There are many differences between LiveData and RxJava:

  1. LiveData is not a STREAM while in RxJava everything (literally everything) is a STREAM.
  2. LiveData is an observable data holder class. Unlike a regular observable, LiveData is lifecycle-aware, meaning it respects the lifecycle of other app components, such as activities, fragments, or services. This awareness ensures LiveData only updates app component observers that are in an active lifecycle state.
  3. LiveData is synchronous, So you can’t execute a chunk of code (network call, database manipulation etc.) asynchronously using just LiveData as you do with RxJava.
  4. What best you can do to exploit the most of this duo is to use RxJava for your business logic (network call, data manipulation etc, anything that happens in and beyond Repository) and use LiveData for your presentation layer. By this, you get transformation and stream capabilities for your business logic and lifecycle-aware operation for your UI.
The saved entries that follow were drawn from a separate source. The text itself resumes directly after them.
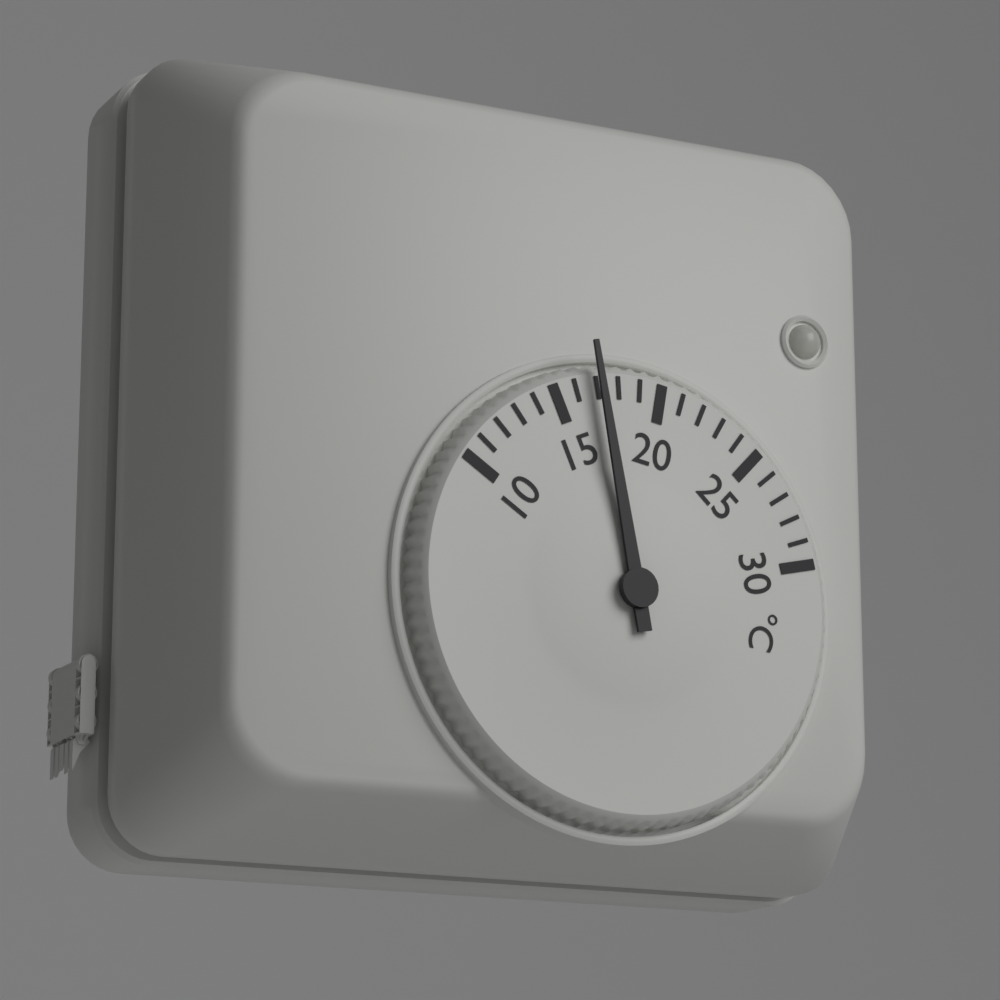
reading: 17 °C
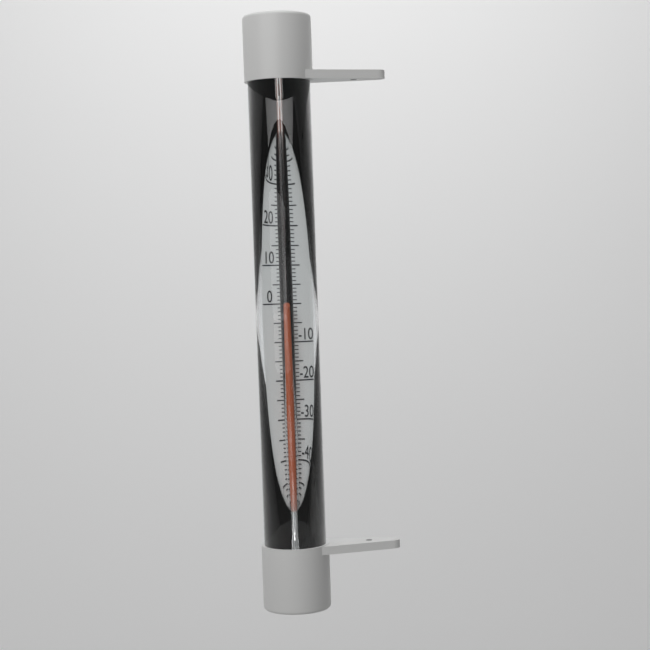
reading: -1 °C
  5. LiveData and RxJava compliment each other if used together. What I mean is, do everything with RxJava and at the end when you want to update UI, do something like the code given below to change your Observable into LiveData. So, your View (UI) observes to the LiveData in ViewModel where your LiveData is nothing but non-mutable MutableLiveData (or MutableLiveData is mutable LiveData).
  6. So the question here is, why should you even use LiveData at the first place? As you can see below in the code, you store your response from RxJava to MutableLiveData (or LiveData) and your LiveData is lifecycle-aware, so in a way, your data is lifecycle-aware. Now, just imagine the possibility when your data itself know when and when-not-to update the UI.
  7. LiveData doesn’t have a history (just the current state). Hence, you shouldn’t use LiveData for a chat application.
  8. When you use LiveData with RxJava you don’t need stuff like MediatorLiveData, SwitchMap etc. They are stream control tools and RxJava is better at that by many times.
  9. See LiveData as a data holder thing and nothing else. We can also say LiveData is lifecycle-aware consumer.
  10. Android LiveData is a variant of the original observer pattern, with the addition of active/inactive transitions. As such, it is very restrictive in its scope.

The point of RxJava is that it combines control and timing into a single universe, using operations provided from the library, or even custom operations that you provide.
LiveData addresses only one small part of that universe, the equivalent of building the liveLocation.